Friday, September 30, 2016

SGXCafe - a tool to track your portfolio

I don't receive anything out of this recommendation. I want to commend the creator of SGXCafe for the website he developed. If you are serious about investing, you will most probably be like me who religiously track every buy/sell transaction. The reason is to know what the breakeven price is if we need to cut loss or to calculate the total return on our portfolio. This is a very tedious process. SGXCafe simplifies all that and saves at least 1 man hour a month of my time checking the dividend dates, updating the dividend amounts to revise my portfolio returns, etc. I spend 1 man hour partly also because I have many shares to read and update.

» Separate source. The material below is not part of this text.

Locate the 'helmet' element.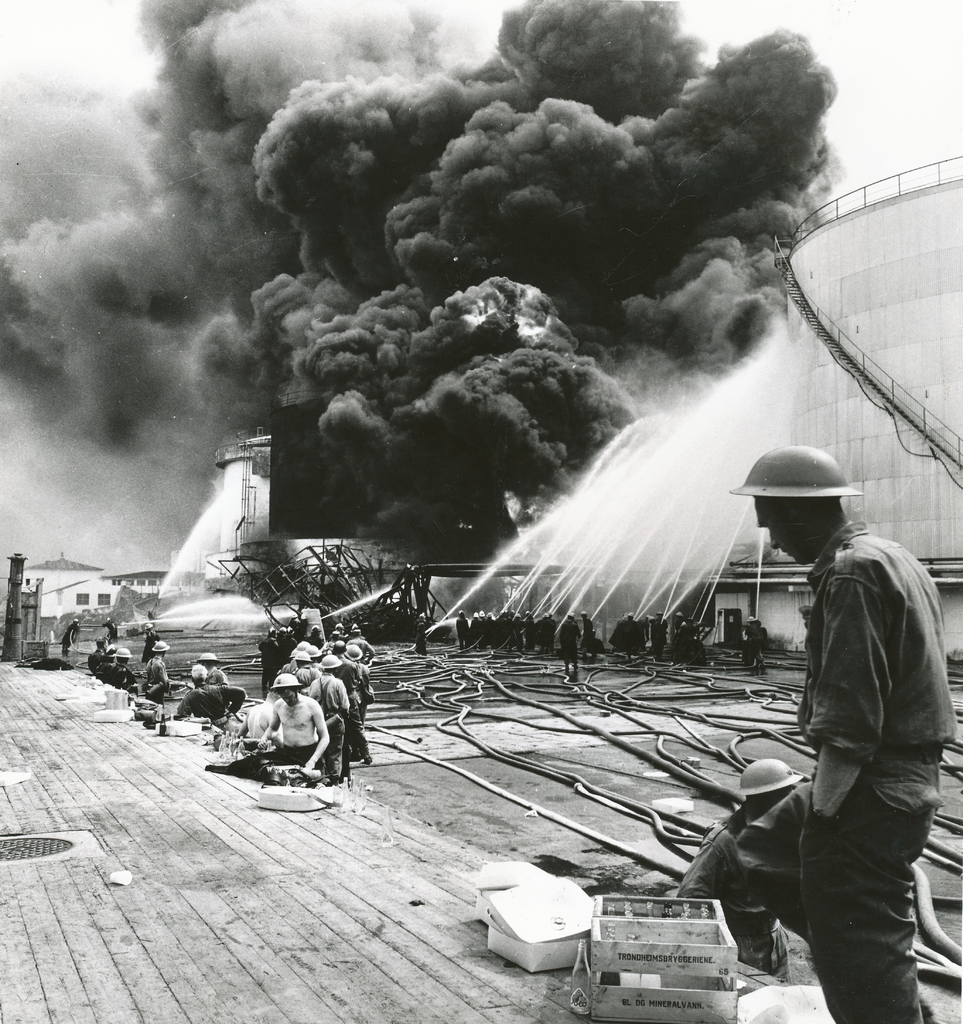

Here's how it will look like: https://www.sgxcafe.com/user/profile?username=jarwey

I chose not to show the actual amount, but anybody who is smart enough can guess by looking at the total dividend and work backwards.
SGXCafe Profile Sharing Settings
Benefit 1: Calculates total return per share (past dividends collected + capital gain)

Benefit 2: Calculates total return for your portfolio. You can create different portfolios to calculate this return differently if you are managing different accounts for your family members.

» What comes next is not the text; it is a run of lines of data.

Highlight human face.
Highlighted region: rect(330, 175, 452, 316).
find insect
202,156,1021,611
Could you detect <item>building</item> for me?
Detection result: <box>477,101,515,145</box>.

Benefit 3: Easy to share the portfolio to friends who ask you what you have bought. Particularly useful when you have so many shares that you can't remember every single one within 5 seconds.

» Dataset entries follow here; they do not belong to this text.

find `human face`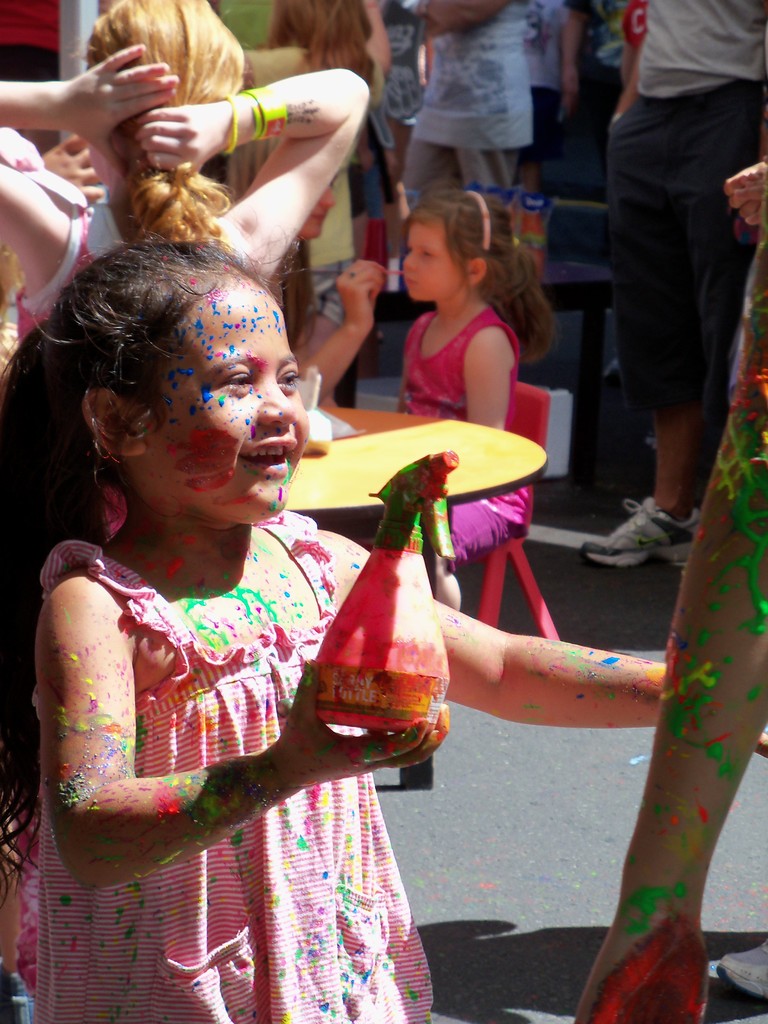
locate(137, 280, 308, 520)
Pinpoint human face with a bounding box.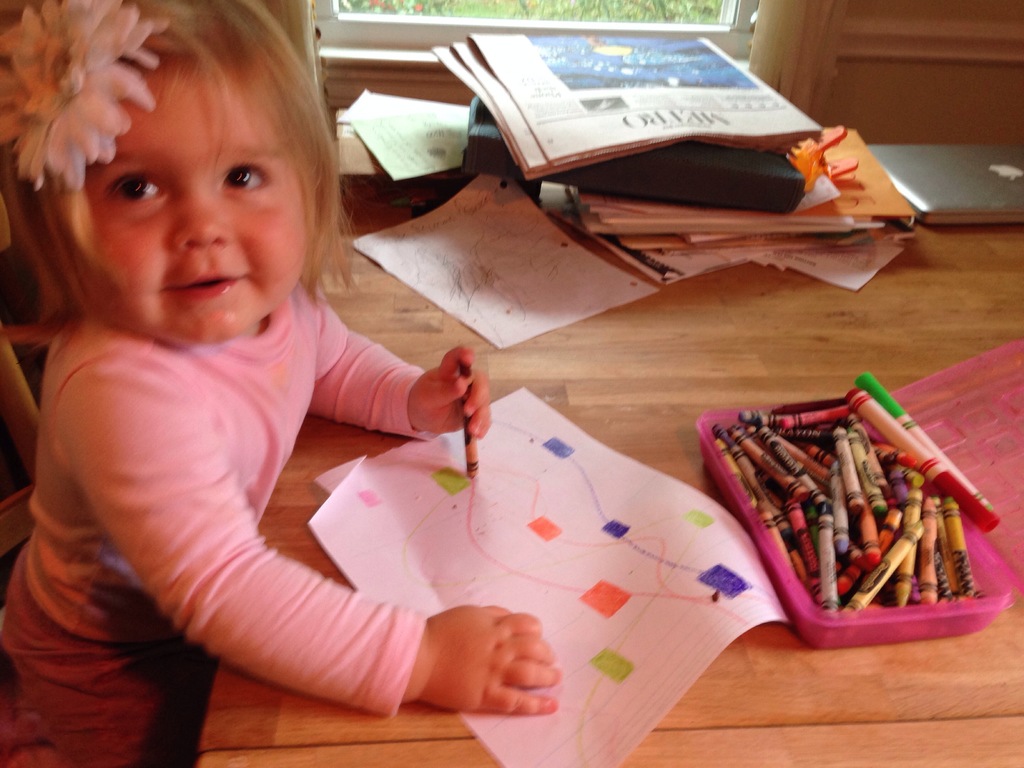
46 31 301 343.
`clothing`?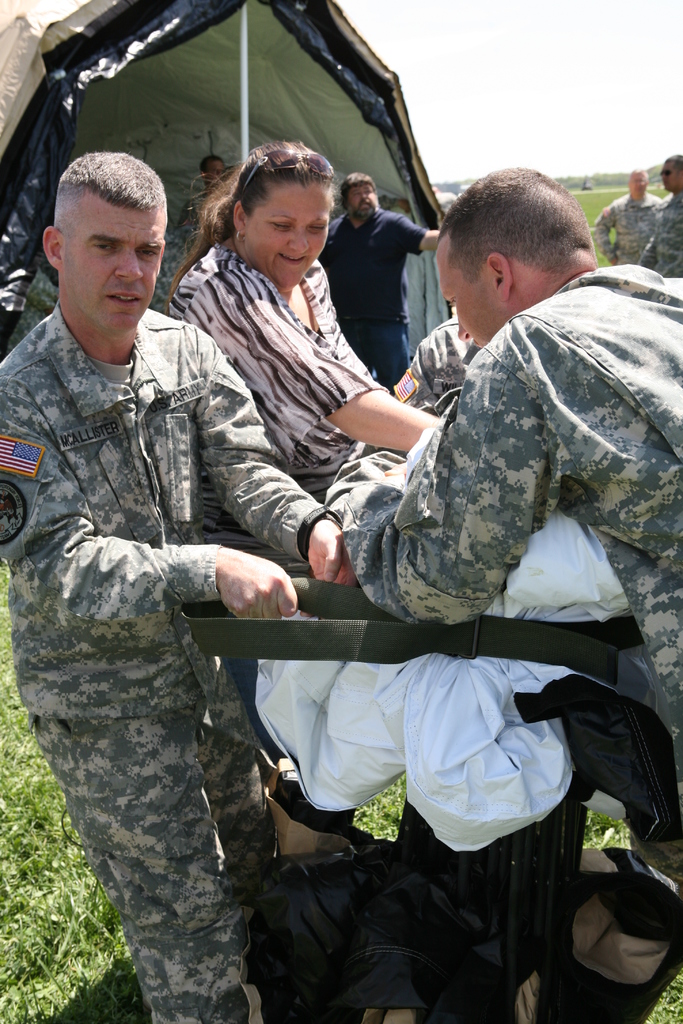
660,195,682,273
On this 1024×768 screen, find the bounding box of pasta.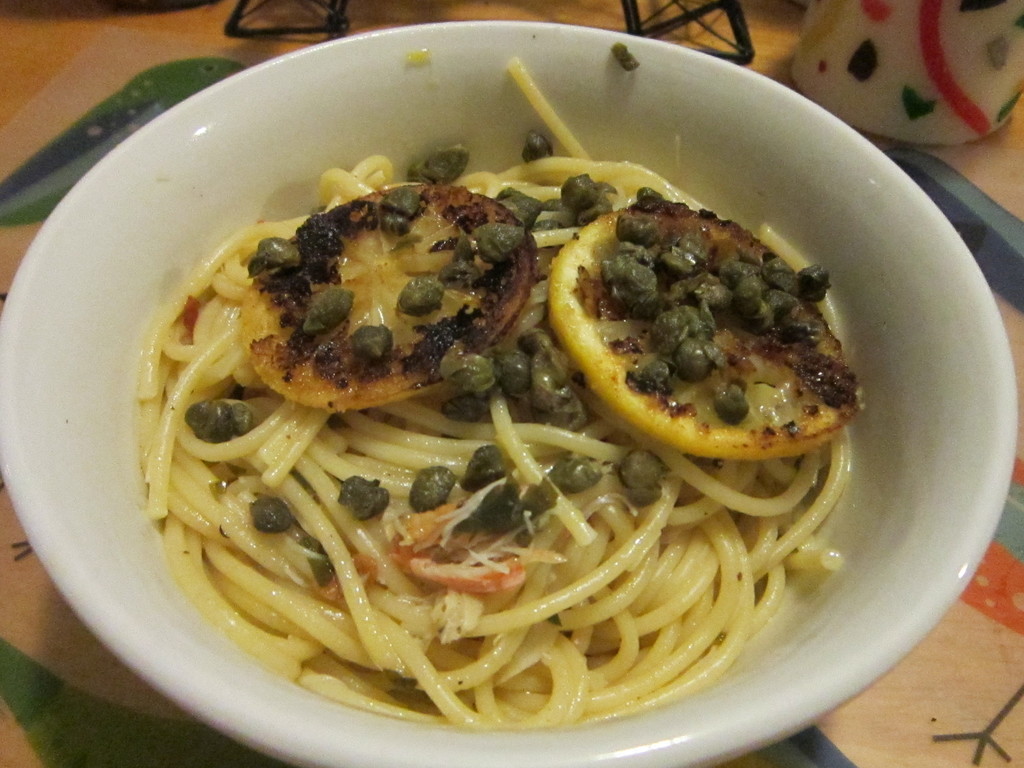
Bounding box: rect(134, 52, 845, 723).
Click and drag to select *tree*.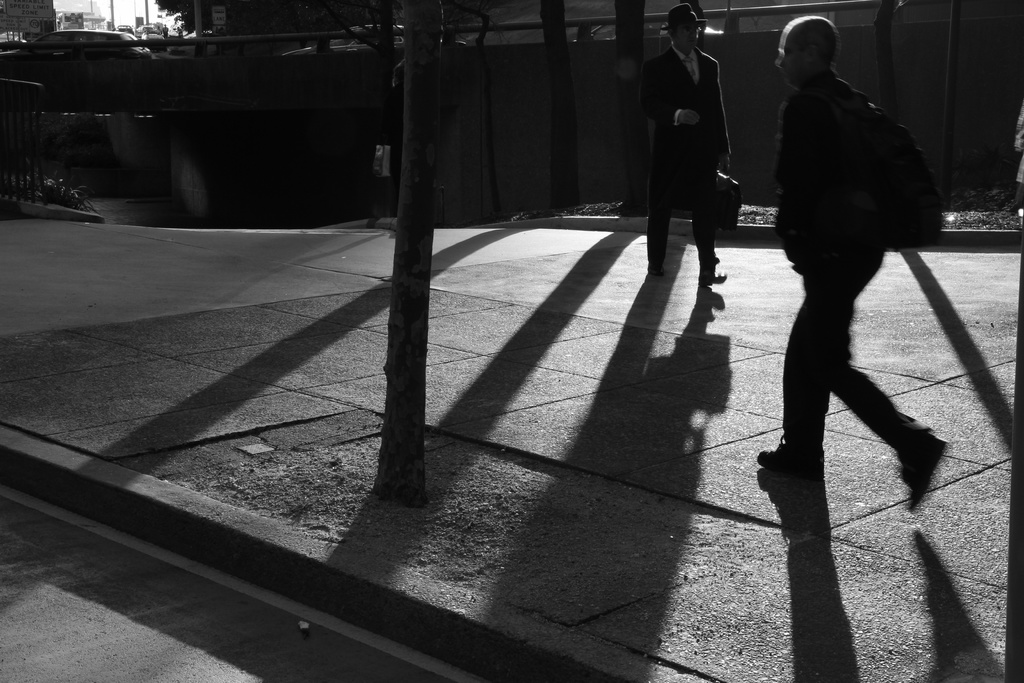
Selection: {"left": 534, "top": 0, "right": 579, "bottom": 210}.
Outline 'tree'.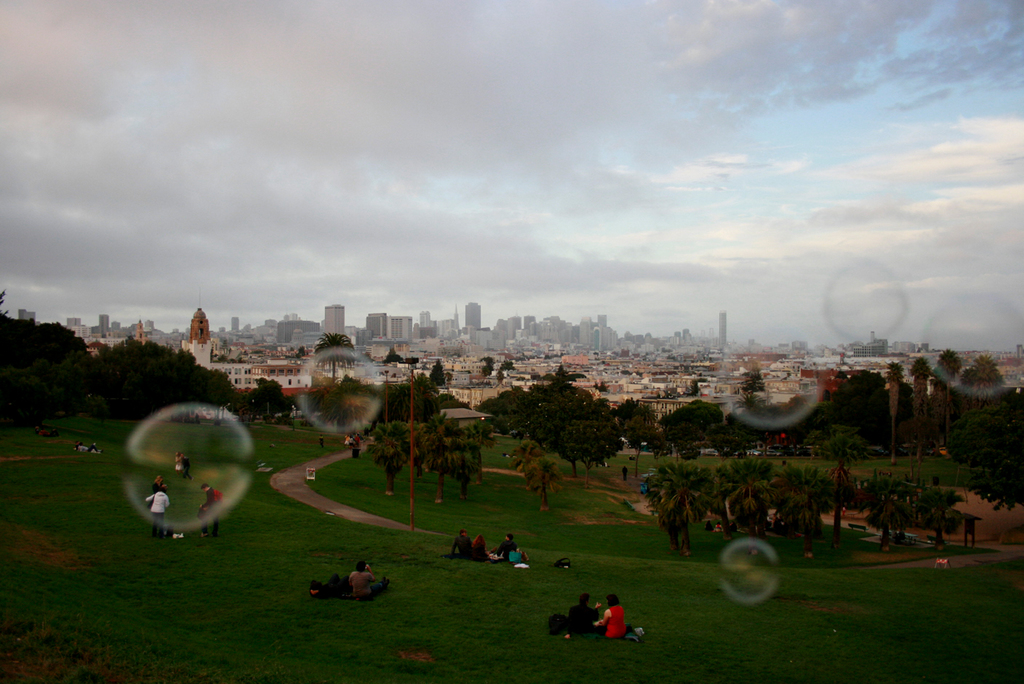
Outline: [left=309, top=326, right=356, bottom=397].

Frill: A game that you can play to practise your skill at evaluating stocks. To be honest, this is probably not suitable for newbies because it doesn't teach you how to evaluate. It shows a bunch of financial ratios and you decide whether to buy or not. As the game removed the company name, the business is unknown to you, but you can see how well/badly the company performed compared with similar businesses (in the same industry). Here's how the scoring is done:






Although the creator asked for feedback to share how we (the players who had played the game) evaluate the numbers, I find it hard to explain what goes through my mind. One thing I know for sure is I always avoid companies making losses. Out of all the loss-making companies I chose to ignore, I only recall 1 or 2 companies that outperformed, which is probably the most a 5%. I am ok to forego that 5% companies for now, but I haven't given up trying to identify what indicators will point to the outperform possibility.